What do you use for you primary email and spreadsheet programs?
If you use Outlook, Excel and Word I think the Windows Phone has a huge advantage over Android and iPhone. Those other devices can handle those programs, but the implementation isn’t nearly as seamless and it takes tinkering.
If you use Google Docs and GMail then Android is probably the way to go. Though the iPhone is actually pretty Google friendly too.
Since many of these devices are pretty interchangeable and many of those tools have apps that work on all the popular platforms (to varying degrees of success) it’s often music that can be the deal breaker. For some people it’s all about iTunes. If you are a iTunes user already and like it and are chained to it by a bunch of content it’s tough to argue against the iPhone. Some people, like me, hate iTunes with the heat of a thousand suns and would never use iTunes even if I were using a iPhone and are therefore pretty eager to use something else. For us the Window Phone is pretty tough to top. The Android devices are really, really crappy music players compared to the others. Supposedly Google is working to improve that with the next major release, but that’s always the rumor. If music isn’t something you’d ever use then Android is a pretty reasonable choice and it’s app store is probably going to grow faster and always be more versatile than iOS.
Like I said, I think that the phone that best replicates the PDA experience today is the Windows Phones. It’s well behind the others in terms of apps and it’s a newer operating system so for tinkerers it’s the worst choice. If you want something that just works out of the box with the least hassle, then it’s either iOS or Windows Phone depending on which ecosystem you are already invested in (iTunes, Zune, Hotmail, MS Office etc.). If you are a Googlephile and really want a swiss army knife of a device that doesn’t do music worth a damn and isn’t likely to get timely updates then Android is for you.
It hasn’t really been mentioned yet, but how important is a keyboard? PDA users are pretty used to not having keyboards in general, but the days of the stylus are gone. Do you think that a transition to a touchscreen will be a problem? If you think a keyboard is a priority then that rules out Apple devices and cuts Windows device options down to a few.
I should note that if all you REALLY want to do is have a good phone, a good email device, a good calendar and a good contact list a Blackberry is probably the winner. Blackberry’s mop the floor with all three of the other OSes when it comes to being a phone/email device. It’s really not a competition. Blackberries are much more stable, durable and have the best battery life too.
Blackberries struggle a little with spreadsheets and office stuff, but that might be improving since they’ve updated the OS and gone to bigger screens. Blackberries are useless for music and games, even worse than Android as far as music goes and they have very few apps and aren’t very customizable. The keyboards on Blackberries are phenomenal. However, Blackberries don’t sync in the cloud nearly as nicely as the other products do and are much more self contained than the other devices. iPhone and Windows Phone do a pretty good job of marrying with your desktop and allowing you to take work and life with you from place to place. Android is trying to live in the cloud and doesn’t like playing with your computer, the Blackberry likes to live mostly on it’s own.
Lots to think about.
The best PDA replacements are Blackberry and Windows Phone. Each has serious pros and cons. The iPhone is much more of a media device and a toy, but it’s the most mature and doesn’t really fall flat in any one area but it doesn’t really excel at what PDAs do either. Android might have the most potential functionality but it has the most potential headaches too.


** About this task **
Each line below is to be copied exactly; images do not go into the copy.

(Web page and app entries)
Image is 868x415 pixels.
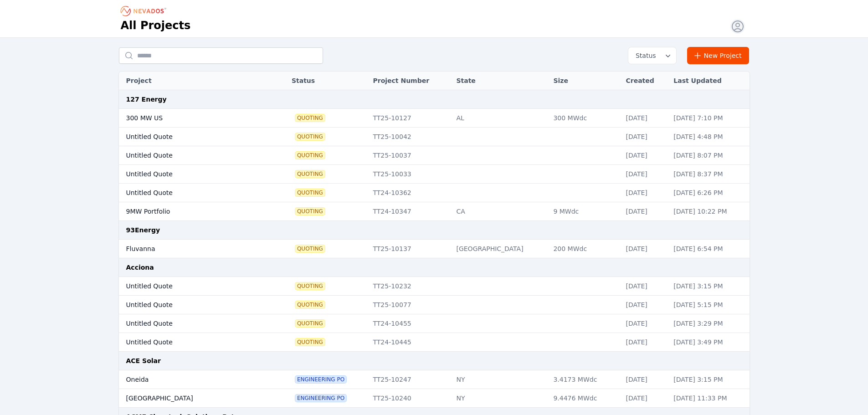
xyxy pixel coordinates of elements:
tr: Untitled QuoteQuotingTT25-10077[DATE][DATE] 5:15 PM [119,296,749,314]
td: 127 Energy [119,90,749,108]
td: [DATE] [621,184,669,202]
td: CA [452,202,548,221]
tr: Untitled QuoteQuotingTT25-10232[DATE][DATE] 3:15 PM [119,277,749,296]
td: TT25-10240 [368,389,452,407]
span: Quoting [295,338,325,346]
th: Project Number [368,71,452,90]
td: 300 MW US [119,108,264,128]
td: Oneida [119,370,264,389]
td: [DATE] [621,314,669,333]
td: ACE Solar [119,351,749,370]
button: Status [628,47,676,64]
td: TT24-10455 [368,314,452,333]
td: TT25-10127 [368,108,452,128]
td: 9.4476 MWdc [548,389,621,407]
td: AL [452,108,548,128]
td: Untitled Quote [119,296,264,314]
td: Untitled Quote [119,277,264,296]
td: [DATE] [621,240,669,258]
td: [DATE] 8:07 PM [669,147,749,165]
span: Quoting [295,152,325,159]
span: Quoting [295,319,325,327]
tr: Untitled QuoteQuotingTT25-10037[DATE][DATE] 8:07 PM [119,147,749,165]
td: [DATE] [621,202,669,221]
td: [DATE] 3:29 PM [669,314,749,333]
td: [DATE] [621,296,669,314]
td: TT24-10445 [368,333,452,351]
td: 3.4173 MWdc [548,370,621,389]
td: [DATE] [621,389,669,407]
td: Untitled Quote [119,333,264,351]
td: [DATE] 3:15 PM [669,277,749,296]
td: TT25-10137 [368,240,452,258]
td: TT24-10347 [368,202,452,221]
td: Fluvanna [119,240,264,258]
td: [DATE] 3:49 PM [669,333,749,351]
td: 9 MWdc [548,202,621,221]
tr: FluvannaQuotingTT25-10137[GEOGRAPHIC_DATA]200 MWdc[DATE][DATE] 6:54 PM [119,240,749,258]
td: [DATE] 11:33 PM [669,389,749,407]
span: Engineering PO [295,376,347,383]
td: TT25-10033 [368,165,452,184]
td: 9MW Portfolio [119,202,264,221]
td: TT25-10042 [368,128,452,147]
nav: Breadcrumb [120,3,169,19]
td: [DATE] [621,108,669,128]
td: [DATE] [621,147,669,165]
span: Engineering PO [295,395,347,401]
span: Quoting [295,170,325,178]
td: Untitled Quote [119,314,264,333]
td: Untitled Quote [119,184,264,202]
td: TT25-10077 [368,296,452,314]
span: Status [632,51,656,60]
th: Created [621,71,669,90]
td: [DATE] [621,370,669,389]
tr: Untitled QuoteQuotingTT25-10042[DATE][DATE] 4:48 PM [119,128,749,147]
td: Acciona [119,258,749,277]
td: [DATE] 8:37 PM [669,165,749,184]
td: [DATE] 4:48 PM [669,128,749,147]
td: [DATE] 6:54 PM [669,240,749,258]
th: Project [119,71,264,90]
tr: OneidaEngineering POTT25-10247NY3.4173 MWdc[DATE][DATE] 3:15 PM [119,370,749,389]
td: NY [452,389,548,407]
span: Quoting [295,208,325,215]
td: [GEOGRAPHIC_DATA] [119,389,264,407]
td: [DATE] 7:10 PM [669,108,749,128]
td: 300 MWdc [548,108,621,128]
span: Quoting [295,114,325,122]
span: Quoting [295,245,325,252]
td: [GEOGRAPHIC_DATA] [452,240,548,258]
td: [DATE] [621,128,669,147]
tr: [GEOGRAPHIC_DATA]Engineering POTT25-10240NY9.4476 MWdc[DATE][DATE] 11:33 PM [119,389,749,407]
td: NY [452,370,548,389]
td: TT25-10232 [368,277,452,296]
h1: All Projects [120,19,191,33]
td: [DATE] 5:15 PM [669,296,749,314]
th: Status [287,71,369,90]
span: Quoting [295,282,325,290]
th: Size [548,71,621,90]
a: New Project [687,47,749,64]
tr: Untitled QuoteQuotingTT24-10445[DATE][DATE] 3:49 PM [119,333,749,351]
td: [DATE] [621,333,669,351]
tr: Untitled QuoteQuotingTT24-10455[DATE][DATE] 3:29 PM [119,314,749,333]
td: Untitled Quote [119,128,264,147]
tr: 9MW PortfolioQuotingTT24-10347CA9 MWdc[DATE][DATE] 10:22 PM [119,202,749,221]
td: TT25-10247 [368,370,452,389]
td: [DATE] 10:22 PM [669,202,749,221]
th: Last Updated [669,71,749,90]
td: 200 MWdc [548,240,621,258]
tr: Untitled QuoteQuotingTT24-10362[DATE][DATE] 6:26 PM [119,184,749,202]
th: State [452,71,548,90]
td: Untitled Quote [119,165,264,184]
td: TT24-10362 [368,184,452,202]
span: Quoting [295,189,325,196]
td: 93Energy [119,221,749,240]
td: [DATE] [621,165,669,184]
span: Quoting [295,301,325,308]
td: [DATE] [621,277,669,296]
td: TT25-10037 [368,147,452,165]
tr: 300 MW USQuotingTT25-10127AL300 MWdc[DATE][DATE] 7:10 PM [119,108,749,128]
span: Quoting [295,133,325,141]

** Exercise answer **
Image is 868x415 pixels.
xyxy pixel coordinates of elements:
tr: Untitled QuoteQuotingTT25-10077[DATE][DATE] 5:15 PM [119,296,749,314]
td: 127 Energy [119,90,749,108]
td: [DATE] [621,184,669,202]
td: CA [452,202,548,221]
tr: Untitled QuoteQuotingTT25-10232[DATE][DATE] 3:15 PM [119,277,749,296]
td: TT25-10240 [368,389,452,407]
span: Quoting [295,338,325,346]
th: Project Number [368,71,452,90]
td: 300 MW US [119,108,264,128]
td: Oneida [119,370,264,389]
td: [DATE] [621,314,669,333]
td: ACE Solar [119,351,749,370]
button: Status [628,47,676,64]
td: TT24-10455 [368,314,452,333]
td: TT25-10127 [368,108,452,128]
td: 9.4476 MWdc [548,389,621,407]
td: AL [452,108,548,128]
td: Untitled Quote [119,296,264,314]
td: Untitled Quote [119,277,264,296]
td: [DATE] [621,240,669,258]
td: [DATE] 8:07 PM [669,147,749,165]
span: Quoting [295,152,325,159]
span: Quoting [295,319,325,327]
tr: Untitled QuoteQuotingTT25-10037[DATE][DATE] 8:07 PM [119,147,749,165]
td: [DATE] [621,202,669,221]
td: [DATE] 3:29 PM [669,314,749,333]
td: [DATE] [621,296,669,314]
td: TT24-10445 [368,333,452,351]
td: 3.4173 MWdc [548,370,621,389]
td: [DATE] [621,389,669,407]
td: Untitled Quote [119,333,264,351]
td: [DATE] 3:15 PM [669,277,749,296]
td: TT25-10137 [368,240,452,258]
td: TT24-10347 [368,202,452,221]
td: Fluvanna [119,240,264,258]
td: [DATE] 3:49 PM [669,333,749,351]
td: 9 MWdc [548,202,621,221]
tr: FluvannaQuotingTT25-10137[GEOGRAPHIC_DATA]200 MWdc[DATE][DATE] 6:54 PM [119,240,749,258]
td: [DATE] 11:33 PM [669,389,749,407]
span: Engineering PO [295,376,347,383]
td: TT25-10033 [368,165,452,184]
td: 9MW Portfolio [119,202,264,221]
td: TT25-10042 [368,128,452,147]
nav: Breadcrumb [120,3,169,19]
td: [DATE] [621,108,669,128]
td: [DATE] [621,147,669,165]
span: Engineering PO [295,395,347,401]
span: Quoting [295,170,325,178]
td: Untitled Quote [119,314,264,333]
td: Untitled Quote [119,184,264,202]
td: TT25-10077 [368,296,452,314]
span: Status [632,51,656,60]
th: Created [621,71,669,90]
td: [DATE] [621,370,669,389]
tr: Untitled QuoteQuotingTT25-10042[DATE][DATE] 4:48 PM [119,128,749,147]
td: Acciona [119,258,749,277]
td: [DATE] 8:37 PM [669,165,749,184]
td: [DATE] 4:48 PM [669,128,749,147]
td: [DATE] 6:54 PM [669,240,749,258]
th: Project [119,71,264,90]
tr: OneidaEngineering POTT25-10247NY3.4173 MWdc[DATE][DATE] 3:15 PM [119,370,749,389]
td: NY [452,389,548,407]
span: Quoting [295,208,325,215]
td: [GEOGRAPHIC_DATA] [119,389,264,407]
td: [DATE] 7:10 PM [669,108,749,128]
td: 300 MWdc [548,108,621,128]
span: Quoting [295,114,325,122]
span: Quoting [295,245,325,252]
td: [GEOGRAPHIC_DATA] [452,240,548,258]
td: [DATE] [621,128,669,147]
tr: [GEOGRAPHIC_DATA]Engineering POTT25-10240NY9.4476 MWdc[DATE][DATE] 11:33 PM [119,389,749,407]
td: NY [452,370,548,389]
td: TT25-10232 [368,277,452,296]
h1: All Projects [120,19,191,33]
td: [DATE] 5:15 PM [669,296,749,314]
th: Status [287,71,369,90]
span: Quoting [295,282,325,290]
th: Size [548,71,621,90]
a: New Project [687,47,749,64]
tr: Untitled QuoteQuotingTT24-10445[DATE][DATE] 3:49 PM [119,333,749,351]
td: [DATE] [621,333,669,351]
tr: Untitled QuoteQuotingTT24-10455[DATE][DATE] 3:29 PM [119,314,749,333]
td: Untitled Quote [119,128,264,147]
tr: 9MW PortfolioQuotingTT24-10347CA9 MWdc[DATE][DATE] 10:22 PM [119,202,749,221]
td: TT25-10247 [368,370,452,389]
td: [DATE] 10:22 PM [669,202,749,221]
th: Last Updated [669,71,749,90]
td: 200 MWdc [548,240,621,258]
tr: Untitled QuoteQuotingTT24-10362[DATE][DATE] 6:26 PM [119,184,749,202]
th: State [452,71,548,90]
td: Untitled Quote [119,165,264,184]
td: TT24-10362 [368,184,452,202]
span: Quoting [295,189,325,196]
td: 93Energy [119,221,749,240]
td: [DATE] [621,165,669,184]
span: Quoting [295,301,325,308]
td: [DATE] [621,277,669,296]
td: TT25-10037 [368,147,452,165]
tr: 300 MW USQuotingTT25-10127AL300 MWdc[DATE][DATE] 7:10 PM [119,108,749,128]
span: Quoting [295,133,325,141]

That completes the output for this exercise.